Your pain is real - and so is the emotional weight that comes with it.
Pain psychology can help stop the cycle
Learn to make sense of the chronic pain cycle - understand how stress, emotions, and habits can make pain better or worse.
Get back to what matters – step by step, reconnect with activities and relationships that bring meaning to your life.
Find new coping skills – to help reduce flare-ups and the emotional toll of pain.
Support your emotional health – address feelings of frustration, sadness, or anxiety that often come with long-term pain.
Improve sleep and energy – so your body and mind get the rest they need.

What is chronic pain?
Pain as an alarm
Most people think of pain as a signal that something in the body is hurt or injured — like an alarm going off to protect you. When you cut your finger or sprain your ankle, the alarm sounds, and once your body heals, the alarm turns off.

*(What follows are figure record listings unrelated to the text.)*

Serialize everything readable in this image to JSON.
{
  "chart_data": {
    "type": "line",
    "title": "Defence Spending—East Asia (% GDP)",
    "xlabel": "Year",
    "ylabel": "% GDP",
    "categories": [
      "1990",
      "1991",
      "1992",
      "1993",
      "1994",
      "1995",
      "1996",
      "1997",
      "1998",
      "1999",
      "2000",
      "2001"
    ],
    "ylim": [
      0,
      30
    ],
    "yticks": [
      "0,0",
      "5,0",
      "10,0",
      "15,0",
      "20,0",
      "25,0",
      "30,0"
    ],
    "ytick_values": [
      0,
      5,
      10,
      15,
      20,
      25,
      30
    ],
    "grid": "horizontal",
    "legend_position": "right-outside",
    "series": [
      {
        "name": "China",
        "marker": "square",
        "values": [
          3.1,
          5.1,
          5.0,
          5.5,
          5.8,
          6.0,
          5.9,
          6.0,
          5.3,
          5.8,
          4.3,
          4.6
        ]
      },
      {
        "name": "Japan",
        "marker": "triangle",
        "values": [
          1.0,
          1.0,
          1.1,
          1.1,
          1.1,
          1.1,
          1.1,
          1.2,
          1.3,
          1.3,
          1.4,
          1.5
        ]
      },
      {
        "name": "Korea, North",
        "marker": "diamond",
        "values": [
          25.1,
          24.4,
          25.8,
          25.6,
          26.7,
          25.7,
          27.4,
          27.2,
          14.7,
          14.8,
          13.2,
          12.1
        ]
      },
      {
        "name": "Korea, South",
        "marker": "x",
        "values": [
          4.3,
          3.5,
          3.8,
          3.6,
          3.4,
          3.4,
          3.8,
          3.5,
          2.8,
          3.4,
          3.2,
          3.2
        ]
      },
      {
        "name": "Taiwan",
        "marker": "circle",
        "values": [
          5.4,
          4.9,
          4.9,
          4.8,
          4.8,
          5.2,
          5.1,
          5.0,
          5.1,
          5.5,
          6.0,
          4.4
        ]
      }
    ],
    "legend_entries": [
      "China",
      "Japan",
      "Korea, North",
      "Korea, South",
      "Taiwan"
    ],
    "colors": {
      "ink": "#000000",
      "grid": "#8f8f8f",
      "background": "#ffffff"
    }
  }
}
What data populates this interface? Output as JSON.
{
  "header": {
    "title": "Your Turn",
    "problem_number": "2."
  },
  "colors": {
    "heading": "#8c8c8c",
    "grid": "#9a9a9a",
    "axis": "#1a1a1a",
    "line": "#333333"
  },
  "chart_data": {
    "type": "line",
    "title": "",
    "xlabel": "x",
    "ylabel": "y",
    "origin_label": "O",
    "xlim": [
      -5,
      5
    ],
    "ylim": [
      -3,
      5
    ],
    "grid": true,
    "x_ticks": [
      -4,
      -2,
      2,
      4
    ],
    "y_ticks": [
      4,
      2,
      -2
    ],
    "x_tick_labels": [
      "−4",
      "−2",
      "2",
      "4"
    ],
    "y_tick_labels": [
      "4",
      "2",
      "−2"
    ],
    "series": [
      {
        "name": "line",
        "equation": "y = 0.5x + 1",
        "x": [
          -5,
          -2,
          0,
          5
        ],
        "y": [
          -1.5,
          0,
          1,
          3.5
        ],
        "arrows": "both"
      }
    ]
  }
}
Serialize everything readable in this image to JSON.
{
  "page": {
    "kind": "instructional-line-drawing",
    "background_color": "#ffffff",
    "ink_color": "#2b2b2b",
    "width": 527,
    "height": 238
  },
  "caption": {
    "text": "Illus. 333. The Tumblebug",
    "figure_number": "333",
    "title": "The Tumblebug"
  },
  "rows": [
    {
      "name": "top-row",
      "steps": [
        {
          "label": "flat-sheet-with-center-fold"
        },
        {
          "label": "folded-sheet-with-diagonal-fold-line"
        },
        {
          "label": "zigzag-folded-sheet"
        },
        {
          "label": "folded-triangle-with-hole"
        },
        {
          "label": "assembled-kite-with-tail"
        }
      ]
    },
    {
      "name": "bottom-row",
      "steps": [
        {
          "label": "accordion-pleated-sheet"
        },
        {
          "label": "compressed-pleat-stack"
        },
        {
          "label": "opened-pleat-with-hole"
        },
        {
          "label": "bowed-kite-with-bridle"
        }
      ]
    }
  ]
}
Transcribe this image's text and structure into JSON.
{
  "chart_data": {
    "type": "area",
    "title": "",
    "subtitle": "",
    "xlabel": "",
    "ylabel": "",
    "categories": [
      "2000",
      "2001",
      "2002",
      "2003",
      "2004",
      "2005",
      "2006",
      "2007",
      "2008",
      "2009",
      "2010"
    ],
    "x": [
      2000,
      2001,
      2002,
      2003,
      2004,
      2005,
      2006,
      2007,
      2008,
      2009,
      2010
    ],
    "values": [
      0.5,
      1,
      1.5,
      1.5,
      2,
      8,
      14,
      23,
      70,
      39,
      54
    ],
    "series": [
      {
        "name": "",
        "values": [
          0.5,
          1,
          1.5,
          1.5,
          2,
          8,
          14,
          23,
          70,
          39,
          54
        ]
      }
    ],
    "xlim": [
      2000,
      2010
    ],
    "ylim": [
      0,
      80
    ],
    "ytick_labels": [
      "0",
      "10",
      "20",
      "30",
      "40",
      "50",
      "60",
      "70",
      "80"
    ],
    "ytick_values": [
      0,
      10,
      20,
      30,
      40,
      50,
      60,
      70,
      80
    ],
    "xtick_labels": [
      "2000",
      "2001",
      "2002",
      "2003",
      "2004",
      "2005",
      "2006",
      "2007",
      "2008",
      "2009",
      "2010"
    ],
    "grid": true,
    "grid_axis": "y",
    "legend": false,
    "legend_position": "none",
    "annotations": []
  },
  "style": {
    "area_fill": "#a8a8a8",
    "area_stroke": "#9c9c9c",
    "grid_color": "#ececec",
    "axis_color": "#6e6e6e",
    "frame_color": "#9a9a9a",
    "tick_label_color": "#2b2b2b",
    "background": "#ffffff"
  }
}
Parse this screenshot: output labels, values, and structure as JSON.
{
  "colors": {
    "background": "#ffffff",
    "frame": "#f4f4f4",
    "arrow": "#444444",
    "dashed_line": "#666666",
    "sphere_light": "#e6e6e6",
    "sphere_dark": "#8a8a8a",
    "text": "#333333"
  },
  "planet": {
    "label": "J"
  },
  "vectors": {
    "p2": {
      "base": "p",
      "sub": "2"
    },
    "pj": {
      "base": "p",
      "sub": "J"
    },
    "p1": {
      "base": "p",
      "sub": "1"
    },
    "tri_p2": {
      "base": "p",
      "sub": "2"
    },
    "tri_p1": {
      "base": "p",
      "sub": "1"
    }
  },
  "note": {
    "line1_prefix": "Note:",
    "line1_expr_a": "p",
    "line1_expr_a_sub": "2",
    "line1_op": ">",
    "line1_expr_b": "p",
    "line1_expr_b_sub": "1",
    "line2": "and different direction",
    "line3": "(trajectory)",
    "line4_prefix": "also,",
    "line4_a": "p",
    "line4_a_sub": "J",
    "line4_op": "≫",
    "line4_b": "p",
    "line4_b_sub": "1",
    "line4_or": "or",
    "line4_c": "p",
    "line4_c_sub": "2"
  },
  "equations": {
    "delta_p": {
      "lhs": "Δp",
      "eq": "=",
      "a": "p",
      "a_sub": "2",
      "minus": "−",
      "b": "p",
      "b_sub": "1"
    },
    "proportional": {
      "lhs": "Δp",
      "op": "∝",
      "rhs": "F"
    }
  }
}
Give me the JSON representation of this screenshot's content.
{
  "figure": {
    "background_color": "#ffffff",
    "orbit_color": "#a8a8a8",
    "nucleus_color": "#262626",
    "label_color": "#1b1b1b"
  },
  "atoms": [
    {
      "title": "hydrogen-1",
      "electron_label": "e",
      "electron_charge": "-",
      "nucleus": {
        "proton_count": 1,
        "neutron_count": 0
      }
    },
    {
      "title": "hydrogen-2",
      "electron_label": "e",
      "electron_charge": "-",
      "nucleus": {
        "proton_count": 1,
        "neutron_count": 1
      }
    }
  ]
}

Chronic pain: an overactive alarm system
Chronic pain works differently. Instead of turning off when the body heals, the alarm system in your brain and nervous system can stay “stuck on.” This doesn’t mean the pain is “all in your head.” It means your nervous system has become extra sensitive, sending out pain signals even when there’s no new injury.
Resistant to treatment
Because of this overactive alarm, chronic pain can last for months or years, and it often doesn’t improve with medical treatment alone. That’s why learning about how pain works — and how your brain and body process it — is such an important part of managing it.
Rewiring the alarm
The good news is that, just like the alarm system can become overactive, it can also be retrained. Through therapy, coping strategies, and lifestyle changes, you can help calm your nervous system and regain a greater sense of control over your life.